Commentary
Trump vs. Media
While the headline in the Wall Street Journal reads, “Trump vs. Media Returns to White House,” the leftist media are beginning to wonder if their fight against Trump is worthwhile.
Between 8 and 11 p.m. on Election Night, Fox News Channel had 10.3 million viewers, followed by MSNBC with six million, ABC with 5.7 million, NBC with 5.5 million, CNN with 5.1 million and CBS with 3.6 million.
The two leftist networks saw their lowest primetime ratings post-election – MSNBC viewership down 23 percent and CNN down 50 percent.
Traditional leftist newspapers are rethinking their editorial coverage. A week after Jeff Bezos, the owner of the Washington Post, defended his position to withhold his paper’s endorsement of Vice President Harris, asserting that endorsements create the “perception of bias,” he congratulated Trump.
“We look forward to working with you and your administration on issues important to our customers, employees, communities, and country,” Bezos said.
Don’t hold your breath, Mr. President.
When he pulled back on the endorsement, however, there was a backlash among reporters and readers alike, resulting in the resignation of nearly one third of the paper’s editorial board and 250,000 readers cancelling subscriptions.
Los Angeles Times owner Patrick Soon-Shiong, appearing on Fox News Channel, detailed his plan to move his paper towards “the views of all.”
“We’ve conflated news and opinion,” he said, recognizing that opinion has worked its way into news reporting.
Editorially, “we need views from both sides, and my goal is to offer conservative perspectives.”
In a lengthy diatribe, “Trump Has Put an End to an Era. The Future Is Up for Grabs,” New York Times opinion columnist Ross Douthat refers to Trump’s first term. “The victory was narrow, he lacked real majority support, he was swiftly unpopular and stymied and harassed,”
Douthat viewed Trump’s presidency as a beak from a “normal” world of politics, and later saw opposition to his presidency with Joe Biden, writing “Here was the restoration, the return of the grown-ups, normality restored.”
Then, with Biden’s fade and Harris’s defeat he writes, “Donald Trump’s return to power is proof that we have lived through a real turning point in history, an irrevocable shift from one era to the next.”
Douthat concedes that his belief may sound a bit alarmist – “exiting the liberal democratic age and entering an autocratic, or authoritarian American future,” however, writes, “the new future is much more open and uncertain than that dark vision.”
He writes of the decline of the mainstream since the Internet, indicating that “there is no trusted mediating, core sources of news and information that everyone recognizes and trusts, a mainstream of argument and opinion-shaping.”
Is it any wonder?
New York Times reporter Michael Gold couldn’t even write about Karoline Leavitt’s appointment as White House press secretary without attacking Trump being “hyper-focused on coverage himself, complaining both privately and publicly about newspaper headlines and television packages and castigating news outlets over unfavorable coverage.”
The left-leaning Atlantic is taking a kind of wait-and-see approach on Trump in a piece by Conor Friedersdorf in which he acknowledges Trump receiving three million more votes than Harris.
Recalling 2016, Friedersdorf wrote, “No one believes that a foreign nation was responsible for his victory … no one alleges illegality in this campaign,” therefore, “a 2016-style resistance to Trump is untenable.”
What he urges toward Trump is “normal political opposition, which is more likely to yield good civic results.”
It’s obvious, Trump notes coverage on television, newspapers, magazines and even podcasts. He will continue to refer to “certain networks” and “enemies,” who produce fake news.
An Ill-Conceived Scheme
Surely, you’ve heard how the Harris-Walz campaign is being accused by supporters of badly mismanaging $1 billion in campaign donations.
While there is no evidence, so far, to back up the rumors that she paid celebrities like Oprah Winfrey and Beyonce a million dollars to appear. The campaign says the expenditures for theirs, and other appearances involved the cost of staging, lights, etc.
What is known is that she paid $5.4 million in donations to Latino and Black advocacy groups, according to campaign finance records reviewed by the Free Beacon, including $2 million the National Urban League, $150,000 to the Black Economic Alliance, and $150,000 to the Black Church PAC.
Of note was two payments of $250,000 to the Rev. Al Sharpton’s National Action Network, for an interview tailored to meet the narratives of her campaign, aired on MSNBC. So much for journalistic ethics.
Donors are demanding to know how Harris could have spent more than a billion dollars only to lose both the electoral and popular vote.
It didn’t pay off
“Voters in liberal strongholds across the country, from city centers to suburban stretches, failed to show up to vote for Vice President Harris at the levels they had for Joseph R. Biden Jr. four years earlier,” according to Michael C. Bender, reporting on New York Times analysis.
As expected, President Elect Trump is wasting no time as his transition team seems to be working 24/7,
May God continue to bless the United States of America.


TASK BRIEF:
Every line below should be copied exactly; drop the pictures.

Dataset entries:
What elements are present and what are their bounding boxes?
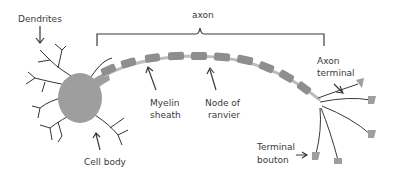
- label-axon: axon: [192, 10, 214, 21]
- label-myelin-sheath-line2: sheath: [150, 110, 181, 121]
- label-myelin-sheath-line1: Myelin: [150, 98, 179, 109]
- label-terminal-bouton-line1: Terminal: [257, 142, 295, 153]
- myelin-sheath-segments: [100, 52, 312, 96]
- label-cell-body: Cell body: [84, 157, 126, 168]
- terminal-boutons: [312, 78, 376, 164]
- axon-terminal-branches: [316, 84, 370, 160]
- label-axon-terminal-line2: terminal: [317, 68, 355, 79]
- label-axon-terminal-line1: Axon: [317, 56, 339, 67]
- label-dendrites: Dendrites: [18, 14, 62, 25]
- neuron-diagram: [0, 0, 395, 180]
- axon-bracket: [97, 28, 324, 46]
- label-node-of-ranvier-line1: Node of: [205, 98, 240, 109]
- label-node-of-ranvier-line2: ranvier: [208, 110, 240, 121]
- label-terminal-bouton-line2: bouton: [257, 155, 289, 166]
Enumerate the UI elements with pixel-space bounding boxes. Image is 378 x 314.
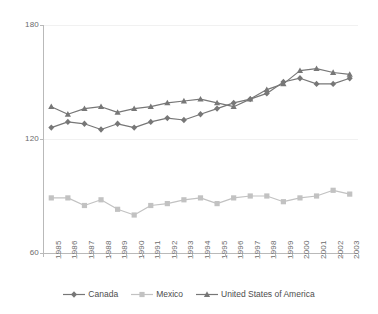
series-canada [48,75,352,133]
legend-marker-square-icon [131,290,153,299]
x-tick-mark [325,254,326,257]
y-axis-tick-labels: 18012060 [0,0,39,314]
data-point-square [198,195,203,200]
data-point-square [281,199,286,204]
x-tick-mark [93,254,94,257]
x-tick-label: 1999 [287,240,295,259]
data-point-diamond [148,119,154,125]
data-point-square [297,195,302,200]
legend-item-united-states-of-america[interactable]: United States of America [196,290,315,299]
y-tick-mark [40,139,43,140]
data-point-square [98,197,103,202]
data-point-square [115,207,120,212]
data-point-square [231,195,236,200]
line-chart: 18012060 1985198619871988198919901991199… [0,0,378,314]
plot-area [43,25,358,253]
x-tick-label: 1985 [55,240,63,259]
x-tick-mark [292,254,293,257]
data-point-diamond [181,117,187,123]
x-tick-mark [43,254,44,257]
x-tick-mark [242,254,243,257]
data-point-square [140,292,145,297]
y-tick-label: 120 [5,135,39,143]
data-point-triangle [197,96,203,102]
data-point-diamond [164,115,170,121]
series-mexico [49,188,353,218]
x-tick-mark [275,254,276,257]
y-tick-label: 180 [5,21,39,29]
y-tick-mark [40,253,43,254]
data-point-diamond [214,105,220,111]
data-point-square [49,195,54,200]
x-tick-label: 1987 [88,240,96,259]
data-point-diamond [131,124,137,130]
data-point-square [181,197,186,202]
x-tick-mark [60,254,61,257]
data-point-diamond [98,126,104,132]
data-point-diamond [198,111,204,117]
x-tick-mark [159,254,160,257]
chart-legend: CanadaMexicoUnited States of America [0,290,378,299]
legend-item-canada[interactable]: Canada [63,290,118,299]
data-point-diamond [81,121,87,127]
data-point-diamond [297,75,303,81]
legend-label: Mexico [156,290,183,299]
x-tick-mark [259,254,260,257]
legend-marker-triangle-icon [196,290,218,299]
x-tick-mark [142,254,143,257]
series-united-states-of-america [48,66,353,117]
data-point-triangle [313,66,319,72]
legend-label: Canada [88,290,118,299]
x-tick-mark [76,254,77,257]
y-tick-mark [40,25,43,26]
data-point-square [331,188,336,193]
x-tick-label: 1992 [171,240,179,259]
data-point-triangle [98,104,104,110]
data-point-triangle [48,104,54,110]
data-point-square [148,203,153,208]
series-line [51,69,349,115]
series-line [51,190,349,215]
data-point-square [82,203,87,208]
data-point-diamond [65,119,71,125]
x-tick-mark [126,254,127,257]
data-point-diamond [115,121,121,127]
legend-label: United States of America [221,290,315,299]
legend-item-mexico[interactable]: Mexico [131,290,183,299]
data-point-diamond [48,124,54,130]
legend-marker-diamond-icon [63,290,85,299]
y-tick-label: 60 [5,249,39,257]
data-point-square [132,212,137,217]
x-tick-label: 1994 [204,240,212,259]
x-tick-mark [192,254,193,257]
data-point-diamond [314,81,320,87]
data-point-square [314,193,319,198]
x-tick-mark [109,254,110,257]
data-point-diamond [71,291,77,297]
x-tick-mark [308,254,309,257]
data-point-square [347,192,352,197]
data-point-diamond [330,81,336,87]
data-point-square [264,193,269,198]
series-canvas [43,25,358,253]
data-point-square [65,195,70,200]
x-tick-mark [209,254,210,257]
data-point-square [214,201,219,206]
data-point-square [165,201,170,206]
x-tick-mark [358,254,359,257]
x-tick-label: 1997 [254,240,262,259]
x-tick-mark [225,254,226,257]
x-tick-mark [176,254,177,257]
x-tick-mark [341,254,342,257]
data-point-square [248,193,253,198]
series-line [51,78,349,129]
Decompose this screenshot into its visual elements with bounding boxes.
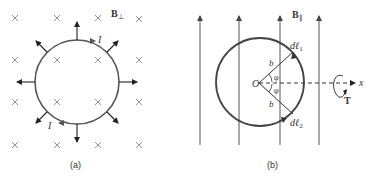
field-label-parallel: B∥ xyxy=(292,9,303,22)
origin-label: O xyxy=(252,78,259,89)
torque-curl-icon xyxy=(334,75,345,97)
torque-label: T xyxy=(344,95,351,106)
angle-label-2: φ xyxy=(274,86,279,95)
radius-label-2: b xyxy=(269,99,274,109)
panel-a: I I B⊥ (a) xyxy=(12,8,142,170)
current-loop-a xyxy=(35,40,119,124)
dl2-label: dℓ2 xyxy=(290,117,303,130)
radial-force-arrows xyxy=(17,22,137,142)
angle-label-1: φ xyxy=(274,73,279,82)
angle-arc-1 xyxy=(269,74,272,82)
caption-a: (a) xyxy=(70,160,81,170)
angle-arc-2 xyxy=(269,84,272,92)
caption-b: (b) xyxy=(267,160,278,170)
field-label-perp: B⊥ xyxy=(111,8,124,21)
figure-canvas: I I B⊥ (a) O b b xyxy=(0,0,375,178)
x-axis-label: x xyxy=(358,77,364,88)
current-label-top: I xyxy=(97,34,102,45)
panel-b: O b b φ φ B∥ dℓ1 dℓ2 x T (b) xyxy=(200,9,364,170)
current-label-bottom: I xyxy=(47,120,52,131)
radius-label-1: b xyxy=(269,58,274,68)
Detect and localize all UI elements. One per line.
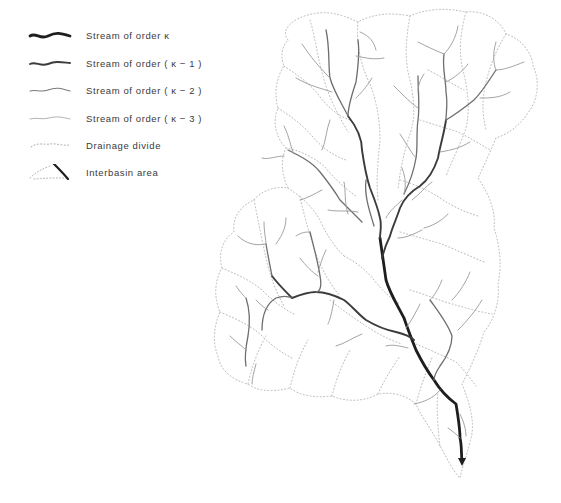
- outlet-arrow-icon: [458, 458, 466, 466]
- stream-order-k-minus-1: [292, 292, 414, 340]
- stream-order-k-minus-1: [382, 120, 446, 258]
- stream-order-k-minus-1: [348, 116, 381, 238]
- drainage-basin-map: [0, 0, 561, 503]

ANSWER TO THIS PROBLEM:
What elements are present and what are their bounding boxes?
- label-axon: axon: [192, 10, 214, 21]
- label-myelin-sheath-line2: sheath: [150, 110, 181, 121]
- label-myelin-sheath-line1: Myelin: [150, 98, 179, 109]
- label-terminal-bouton-line1: Terminal: [257, 142, 295, 153]
- myelin-sheath-segments: [100, 52, 312, 96]
- label-cell-body: Cell body: [84, 157, 126, 168]
- terminal-boutons: [312, 78, 376, 164]
- axon-terminal-branches: [316, 84, 370, 160]
- label-axon-terminal-line2: terminal: [317, 68, 355, 79]
- label-axon-terminal-line1: Axon: [317, 56, 339, 67]
- label-dendrites: Dendrites: [18, 14, 62, 25]
- neuron-diagram: [0, 0, 395, 180]
- axon-bracket: [97, 28, 324, 46]
- label-node-of-ranvier-line1: Node of: [205, 98, 240, 109]
- label-node-of-ranvier-line2: ranvier: [208, 110, 240, 121]
- label-terminal-bouton-line2: bouton: [257, 155, 289, 166]
Enumerate the UI elements with pixel-space bounding boxes. Image is 378 x 314.
series-canada [48,75,352,133]
legend-marker-square-icon [131,290,153,299]
x-tick-mark [325,254,326,257]
y-axis-tick-labels: 18012060 [0,0,39,314]
data-point-square [198,195,203,200]
data-point-square [281,199,286,204]
x-tick-mark [93,254,94,257]
x-tick-label: 1999 [287,240,295,259]
data-point-diamond [148,119,154,125]
data-point-square [297,195,302,200]
legend-item-united-states-of-america[interactable]: United States of America [196,290,315,299]
y-tick-mark [40,139,43,140]
data-point-square [98,197,103,202]
data-point-square [115,207,120,212]
data-point-square [231,195,236,200]
line-chart: 18012060 1985198619871988198919901991199… [0,0,378,314]
plot-area [43,25,358,253]
x-tick-label: 1985 [55,240,63,259]
x-tick-mark [292,254,293,257]
data-point-diamond [181,117,187,123]
x-tick-mark [43,254,44,257]
x-tick-mark [242,254,243,257]
data-point-square [140,292,145,297]
y-tick-label: 120 [5,135,39,143]
data-point-triangle [197,96,203,102]
data-point-diamond [164,115,170,121]
series-mexico [49,188,353,218]
x-tick-mark [275,254,276,257]
y-tick-label: 180 [5,21,39,29]
y-tick-mark [40,253,43,254]
data-point-diamond [214,105,220,111]
data-point-square [49,195,54,200]
x-tick-label: 1987 [88,240,96,259]
data-point-diamond [131,124,137,130]
data-point-square [181,197,186,202]
x-tick-mark [60,254,61,257]
data-point-diamond [98,126,104,132]
data-point-diamond [198,111,204,117]
x-tick-mark [159,254,160,257]
chart-legend: CanadaMexicoUnited States of America [0,290,378,299]
legend-item-canada[interactable]: Canada [63,290,118,299]
data-point-diamond [81,121,87,127]
data-point-diamond [297,75,303,81]
legend-label: Mexico [156,290,183,299]
x-tick-mark [259,254,260,257]
legend-marker-triangle-icon [196,290,218,299]
x-tick-mark [142,254,143,257]
series-united-states-of-america [48,66,353,117]
data-point-triangle [313,66,319,72]
legend-label: Canada [88,290,118,299]
x-tick-mark [76,254,77,257]
y-tick-mark [40,25,43,26]
data-point-square [331,188,336,193]
x-tick-label: 1992 [171,240,179,259]
data-point-triangle [98,104,104,110]
data-point-triangle [48,104,54,110]
data-point-square [148,203,153,208]
series-line [51,69,349,115]
series-line [51,190,349,215]
data-point-square [82,203,87,208]
data-point-diamond [65,119,71,125]
x-tick-mark [126,254,127,257]
data-point-diamond [115,121,121,127]
legend-label: United States of America [221,290,315,299]
legend-item-mexico[interactable]: Mexico [131,290,183,299]
data-point-diamond [48,124,54,130]
legend-marker-diamond-icon [63,290,85,299]
y-tick-label: 60 [5,249,39,257]
data-point-square [132,212,137,217]
x-tick-label: 1994 [204,240,212,259]
x-tick-mark [192,254,193,257]
data-point-diamond [314,81,320,87]
data-point-square [314,193,319,198]
x-tick-mark [109,254,110,257]
data-point-diamond [71,291,77,297]
x-tick-mark [308,254,309,257]
data-point-square [347,192,352,197]
data-point-diamond [330,81,336,87]
data-point-square [264,193,269,198]
series-canvas [43,25,358,253]
data-point-square [65,195,70,200]
x-tick-mark [209,254,210,257]
data-point-square [214,201,219,206]
data-point-square [165,201,170,206]
x-tick-mark [358,254,359,257]
x-tick-label: 1997 [254,240,262,259]
x-tick-mark [225,254,226,257]
x-tick-mark [176,254,177,257]
x-tick-mark [341,254,342,257]
data-point-square [248,193,253,198]
series-line [51,78,349,129]
Decompose this screenshot into its visual elements with bounding boxes.
field-label-parallel: B∥ xyxy=(292,9,303,22)
origin-label: O xyxy=(252,78,259,89)
torque-curl-icon xyxy=(334,75,345,97)
torque-label: T xyxy=(344,95,351,106)
angle-label-2: φ xyxy=(274,86,279,95)
radius-label-2: b xyxy=(269,99,274,109)
panel-a: I I B⊥ (a) xyxy=(12,8,142,170)
current-loop-a xyxy=(35,40,119,124)
dl2-label: dℓ2 xyxy=(290,117,303,130)
radial-force-arrows xyxy=(17,22,137,142)
angle-label-1: φ xyxy=(274,73,279,82)
angle-arc-1 xyxy=(269,74,272,82)
caption-a: (a) xyxy=(70,160,81,170)
angle-arc-2 xyxy=(269,84,272,92)
caption-b: (b) xyxy=(267,160,278,170)
field-label-perp: B⊥ xyxy=(111,8,124,21)
figure-canvas: I I B⊥ (a) O b b xyxy=(0,0,375,178)
x-axis-label: x xyxy=(358,77,364,88)
current-label-top: I xyxy=(97,34,102,45)
panel-b: O b b φ φ B∥ dℓ1 dℓ2 x T (b) xyxy=(200,9,364,170)
current-label-bottom: I xyxy=(47,120,52,131)
radius-label-1: b xyxy=(269,58,274,68)
Detect and localize all UI elements. One per line.
- outlet-arrow-icon: [458, 458, 466, 466]
- stream-order-k-minus-1: [292, 292, 414, 340]
- stream-order-k-minus-1: [382, 120, 446, 258]
- stream-order-k-minus-1: [348, 116, 381, 238]
- drainage-basin-map: [0, 0, 561, 503]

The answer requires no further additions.